## Task instructions
Please give the listing underneath again, exactly as shown.

»»

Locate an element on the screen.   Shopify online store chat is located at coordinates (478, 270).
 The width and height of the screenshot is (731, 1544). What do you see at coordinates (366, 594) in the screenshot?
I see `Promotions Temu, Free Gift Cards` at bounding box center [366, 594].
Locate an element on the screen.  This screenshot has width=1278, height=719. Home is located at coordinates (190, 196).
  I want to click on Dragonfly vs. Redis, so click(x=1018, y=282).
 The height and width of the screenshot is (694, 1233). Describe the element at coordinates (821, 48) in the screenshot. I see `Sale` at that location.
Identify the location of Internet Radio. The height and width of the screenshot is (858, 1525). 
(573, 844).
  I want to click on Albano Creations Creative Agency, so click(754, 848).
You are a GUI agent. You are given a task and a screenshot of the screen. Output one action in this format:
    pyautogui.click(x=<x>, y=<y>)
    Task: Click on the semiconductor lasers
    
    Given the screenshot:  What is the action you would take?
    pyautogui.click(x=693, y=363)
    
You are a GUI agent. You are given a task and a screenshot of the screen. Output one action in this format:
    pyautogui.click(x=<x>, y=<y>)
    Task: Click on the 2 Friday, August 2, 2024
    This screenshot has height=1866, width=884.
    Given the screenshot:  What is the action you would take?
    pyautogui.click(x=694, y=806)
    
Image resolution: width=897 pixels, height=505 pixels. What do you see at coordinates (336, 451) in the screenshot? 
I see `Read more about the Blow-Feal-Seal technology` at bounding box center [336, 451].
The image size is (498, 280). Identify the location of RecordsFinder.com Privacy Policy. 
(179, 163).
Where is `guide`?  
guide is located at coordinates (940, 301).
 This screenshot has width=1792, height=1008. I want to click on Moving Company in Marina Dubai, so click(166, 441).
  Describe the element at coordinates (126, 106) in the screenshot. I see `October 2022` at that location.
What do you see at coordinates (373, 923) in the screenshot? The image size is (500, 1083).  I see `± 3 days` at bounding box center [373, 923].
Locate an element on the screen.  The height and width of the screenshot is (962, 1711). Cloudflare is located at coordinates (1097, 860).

««

## Output below
Locate an element on the screen.   Shopify online store chat is located at coordinates (478, 270).
 The width and height of the screenshot is (731, 1544). What do you see at coordinates (366, 594) in the screenshot?
I see `Promotions Temu, Free Gift Cards` at bounding box center [366, 594].
Locate an element on the screen.  This screenshot has width=1278, height=719. Home is located at coordinates (190, 196).
  I want to click on Dragonfly vs. Redis, so click(x=1018, y=282).
 The height and width of the screenshot is (694, 1233). Describe the element at coordinates (821, 48) in the screenshot. I see `Sale` at that location.
Identify the location of Internet Radio. The height and width of the screenshot is (858, 1525). 
(573, 844).
  I want to click on Albano Creations Creative Agency, so click(754, 848).
You are a GUI agent. You are given a task and a screenshot of the screen. Output one action in this format:
    pyautogui.click(x=<x>, y=<y>)
    Task: Click on the semiconductor lasers
    
    Given the screenshot:  What is the action you would take?
    pyautogui.click(x=693, y=363)
    
You are a GUI agent. You are given a task and a screenshot of the screen. Output one action in this format:
    pyautogui.click(x=<x>, y=<y>)
    Task: Click on the 2 Friday, August 2, 2024
    This screenshot has height=1866, width=884.
    Given the screenshot:  What is the action you would take?
    pyautogui.click(x=694, y=806)
    
Image resolution: width=897 pixels, height=505 pixels. What do you see at coordinates (336, 451) in the screenshot? 
I see `Read more about the Blow-Feal-Seal technology` at bounding box center [336, 451].
The image size is (498, 280). Identify the location of RecordsFinder.com Privacy Policy. 
(179, 163).
Where is `guide`?  
guide is located at coordinates (940, 301).
 This screenshot has width=1792, height=1008. I want to click on Moving Company in Marina Dubai, so click(166, 441).
  Describe the element at coordinates (126, 106) in the screenshot. I see `October 2022` at that location.
What do you see at coordinates (373, 923) in the screenshot? The image size is (500, 1083).  I see `± 3 days` at bounding box center [373, 923].
Locate an element on the screen.  The height and width of the screenshot is (962, 1711). Cloudflare is located at coordinates (1097, 860).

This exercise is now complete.